I lost track of my love for writing as I got older, especially when I started modeling full time in my early 20s (see above: I’m still in my early twenties!) In the early days after moving to New York City from my tiny town in Florida, my attention span was purely devoted to making the dreams that had always been past an arm’s length into my new reality. If you told me on my $34 one-way flight to Brooklyn that I’d land where I find myself now, I don’t know if I would have believed you. Or maybe I would have, and that’s why I’m here in the first place.

You can be anyone when you’re a girl online.

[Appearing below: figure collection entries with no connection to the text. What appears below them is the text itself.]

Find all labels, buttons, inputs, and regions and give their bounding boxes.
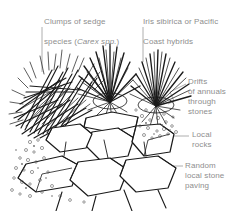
callout-drifts-of-annuals: Drifts of annuals through stones (188, 77, 233, 117)
callout-iris: Iris sibirica or Pacific Coast hybrids (143, 7, 233, 47)
callout-sedge-species-name: Carex spp. (77, 37, 117, 46)
iris-clump-right (130, 50, 191, 127)
callout-iris-line2: Coast hybrids (143, 37, 193, 46)
callout-sedge-line2-suffix: ) (117, 37, 120, 46)
callout-local-rocks: Local rocks (192, 130, 233, 150)
garden-planting-illustration: .ink { stroke:#1a1a1a; fill:none; stroke… (0, 0, 233, 211)
callout-sedge-clumps: Clumps of sedge species (Carex spp.) (44, 7, 140, 47)
iris-clump-left (77, 44, 140, 121)
callout-sedge-line2-prefix: species ( (44, 37, 77, 46)
callout-iris-line1: Iris sibirica or Pacific (143, 17, 218, 26)
callout-sedge-line1: Clumps of sedge (44, 17, 106, 26)
local-rock-group (46, 112, 174, 160)
callout-random-local-stone-paving: Random local stone paving (185, 161, 233, 191)
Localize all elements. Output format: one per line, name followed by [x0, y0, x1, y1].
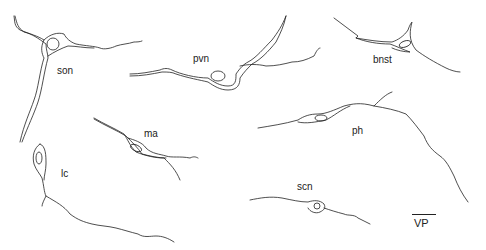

It was that same year that, through a simple social media bio, I started telling myself and the world that you can be anyone when you’re a girl online. It’s how I got scouted by agencies that flew me across the pond, it’s how I discovered many of my idols and found some of my friends, and now it’s an arena in my pocket of people who, at one time or another, gave a fuck about what I have to say. As one of the greats once said: I’m having a ball in this bitch!

 

When I started transitioning out of the modeling industry a few years later, it was because I knew that I wanted even more from my life. I knew that I wanted something to bring to the table that came from the heart and meant more to my own wellbeing. Modeling never really gave that to me. The instant gratification that only came every few months (an oxymoron, I know) was draining and drowned out by the repeated blows to my physical and mental health. 

 

I felt aimless for a while. I was broke as hell, but I was having a lot of fun and telling myself that time with my friends was therapeutic, distracting myself from the fear of feeling lost again. No one hands you a guidebook when you step into the real world alone. I’m lucky that the people in my life saw that I was thrashing around in the deep end and decided to wade down and walk out with me. 

 

There’s a lot of pressure to remain diligent and ambitious in a place like New York City. I was settling into my social life very comfortably, although at times the cost outweighed the reward, and my professional life felt lacking. I finally had found community, but my ambitions idled as I measured up comfort against what I knew I was capable of. The thing about silver linings is that they don’t always come to you; sometimes you have to march toward them. Once I opened myself up to the life I wanted and the person that I actually wanted to be, everything changed. I crawled out of the hole I had fallen into when I left the fashion industry, I applied to a job on a whim that changed my life in a matter of months, and I started sharing my writing in longform again for the first time since I was in highschool. 

 

I spent most of the past year sinking myself into my new job, recovering from a series of gender affirming surgeries and dreaming up this column. It all felt like a recommitment to myself, now paying off in ways that I’m only starting to see unfold. As it turns out, I just needed to pop a ‘mone and a whopping dose of tough love. It feels good to have hope for another year, it feels good to be proud of this one. I’m writing this to you to give you some hope, too. Maybe that’s what it’s all about. 

 

Many of you know me as @onlinegirlie, and I’m not logging off anytime soon. I’ve spent the past few years getting to know you, letting you get to know me, and the overwhelming response has reignited my love for spilling my heart out (even if it’s from behind a screen). The times you have stopped me in the club, or caught my attention in a heartfelt DM, to tell me that documenting my life publicly has allowed you to see yourself in someone the way I yearn to see myself in others, too, has inspired me. Your words have given me hope; I’ve learned a lot from my life, and continue to learn more about the world from those who’ve helped me grow and those of you that have grown alongside me. 

 

For the next evolution of onlinegirlie, I’m opening up the forum here at office; in each installment of this column, I’ll be responding to your submissions with anecdotes and the best advice that I can muster as we figure out life together. After all, you can be anyone when you’re a girl online. Might as well be the girl with a lot to say.